Mail Archives: cygwin/2001/08/09/21:42:28
> Date: Fri, 10 Aug 2001 01:18:23 +0000
> From: Ron House <house AT usq DOT edu DOT au>
>
> Robert Collins wrote:
> >
> > On 09 Aug 2001 03:26:39 +0000, Ron House wrote:
>
> > > Files written under Linux or Windows in lower case that fit in 8.3 are
> > > all taken as upper case by the Cygwin tools.
> >
> > And windows shows them as upper case in file manager/windows explorer?
>
> Ah, that's a good point! I am so used to ignoring the GOOEY and doing
> everything on command lines that the difference didn't occur to me. I am
> running Linux at present, but I think I will find you are correct - the
> names will show in capitals in file manager.
>
> I suppose that boils the thing down to a different proposition. As the
> 8.3 names have irresponsible case (some files seem to change for no
> obvious reason), Linux takes them by default to have lower case, as the
> vast majority of filenames that Unix systems search for in common tools
> (*.c, .cpp, .o, etc.) are lower case.
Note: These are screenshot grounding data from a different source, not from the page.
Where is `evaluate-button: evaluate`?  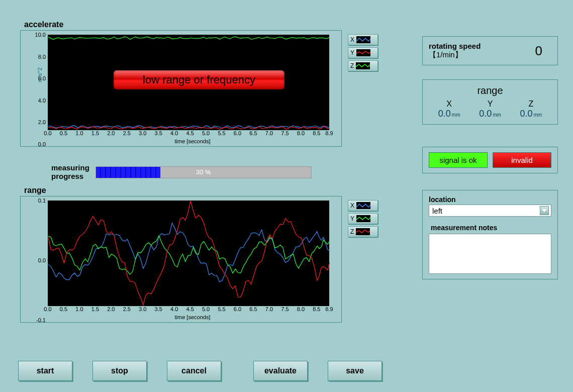
evaluate-button: evaluate is located at coordinates (280, 371).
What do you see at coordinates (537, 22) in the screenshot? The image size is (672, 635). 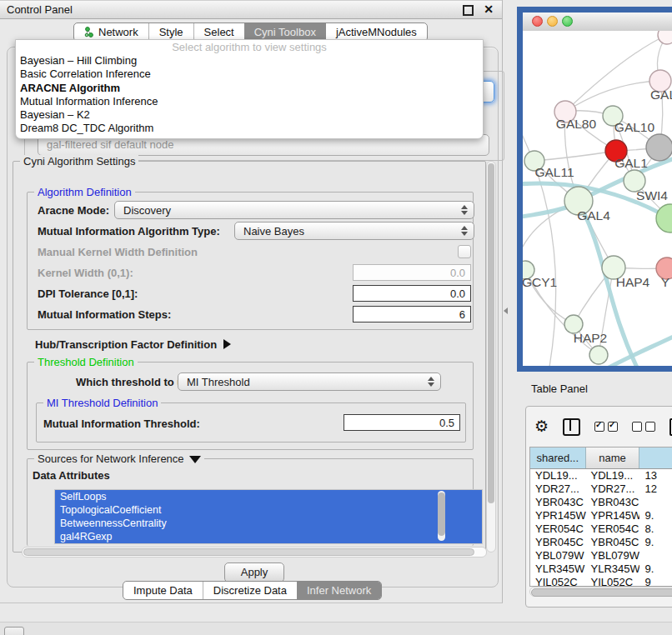 I see `close-traffic-light-icon` at bounding box center [537, 22].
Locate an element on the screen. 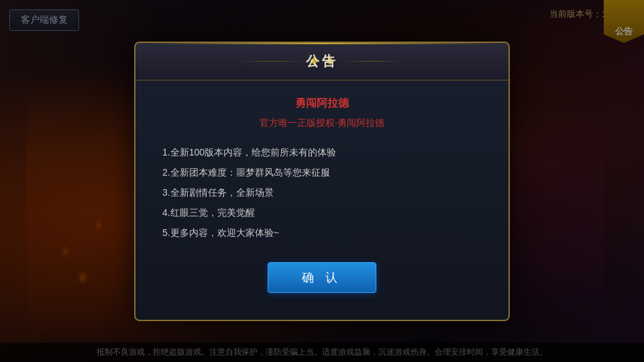 The height and width of the screenshot is (362, 644). confirm-button: 确 认 is located at coordinates (322, 278).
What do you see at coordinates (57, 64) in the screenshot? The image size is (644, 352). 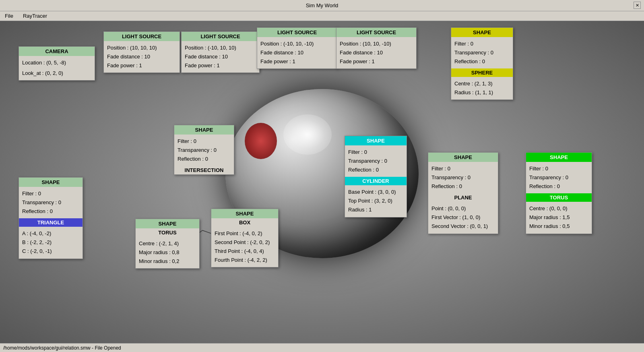 I see `camera-panel: CAMERA Location : (0, 5, -8) Look_at : (…` at bounding box center [57, 64].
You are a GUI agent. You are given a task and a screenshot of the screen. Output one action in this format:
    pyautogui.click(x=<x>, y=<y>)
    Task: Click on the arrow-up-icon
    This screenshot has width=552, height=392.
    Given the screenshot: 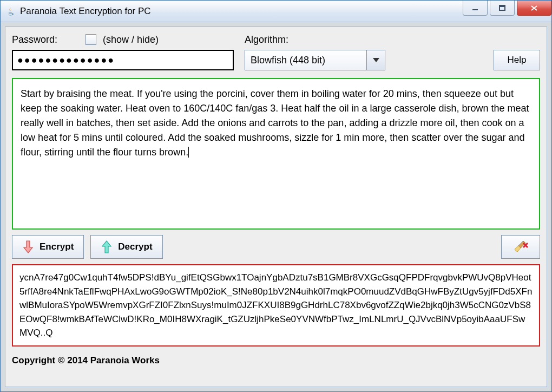 What is the action you would take?
    pyautogui.click(x=107, y=247)
    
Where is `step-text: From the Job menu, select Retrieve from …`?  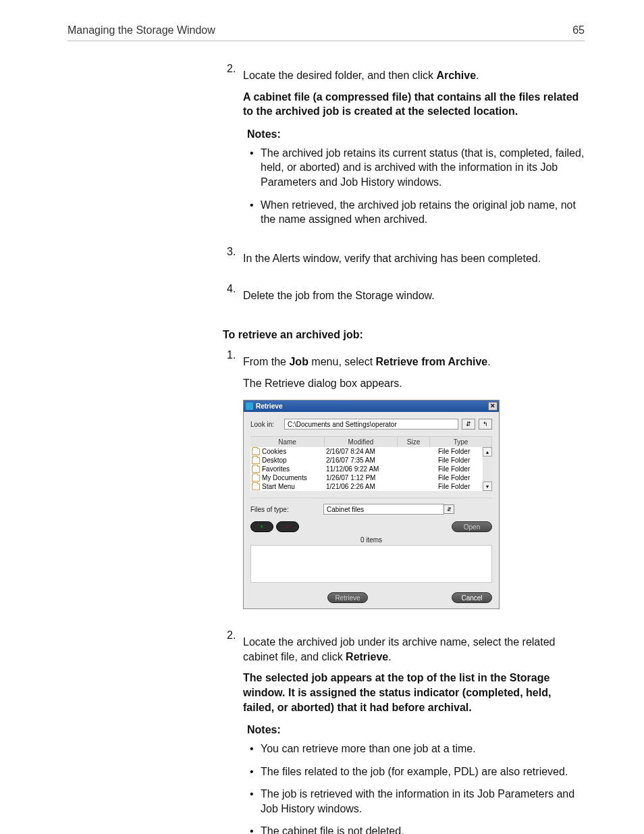
step-text: From the Job menu, select Retrieve from … is located at coordinates (414, 362).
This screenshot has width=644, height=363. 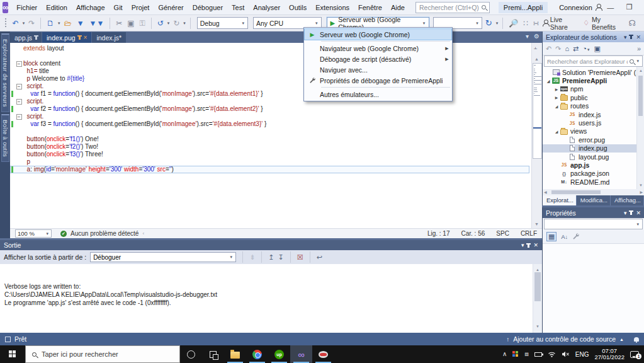 What do you see at coordinates (281, 257) in the screenshot?
I see `next-message-icon: ↧` at bounding box center [281, 257].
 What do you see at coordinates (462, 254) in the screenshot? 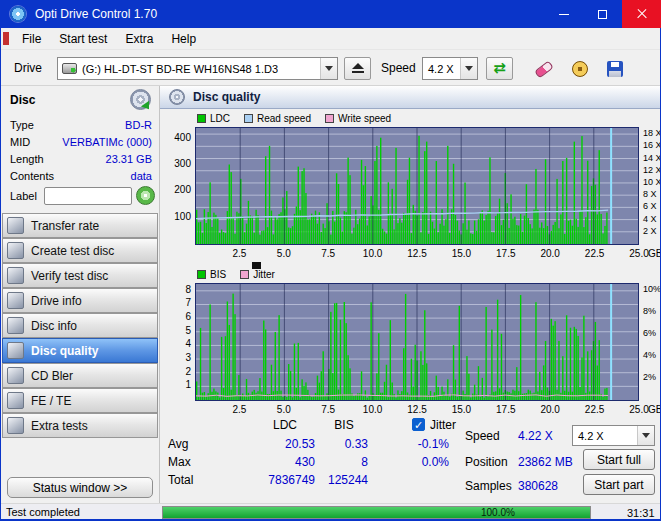
I see `x-axis-label: 15.0` at bounding box center [462, 254].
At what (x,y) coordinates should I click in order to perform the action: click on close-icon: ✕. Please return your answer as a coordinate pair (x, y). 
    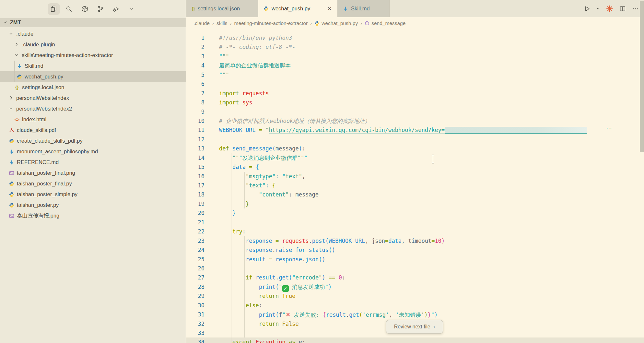
    Looking at the image, I should click on (329, 9).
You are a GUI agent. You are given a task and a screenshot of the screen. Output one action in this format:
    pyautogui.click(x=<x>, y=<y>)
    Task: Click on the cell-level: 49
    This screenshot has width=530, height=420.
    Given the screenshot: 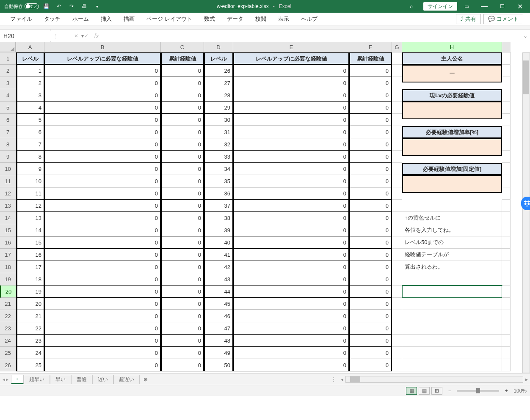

Cygwin, I presume, is taking them
> as having the case Windows interprets them to have. That makes much more
> sense - another Microsoft foulup. That makes a difference to my
> question. Is there any interest in an option in Cygwin to make the same
> assumption that Linux makes?
Maybe specify the treatment Cygwin gives file names (unix, linux,
or windows fashion), on a filesystem/directory basis?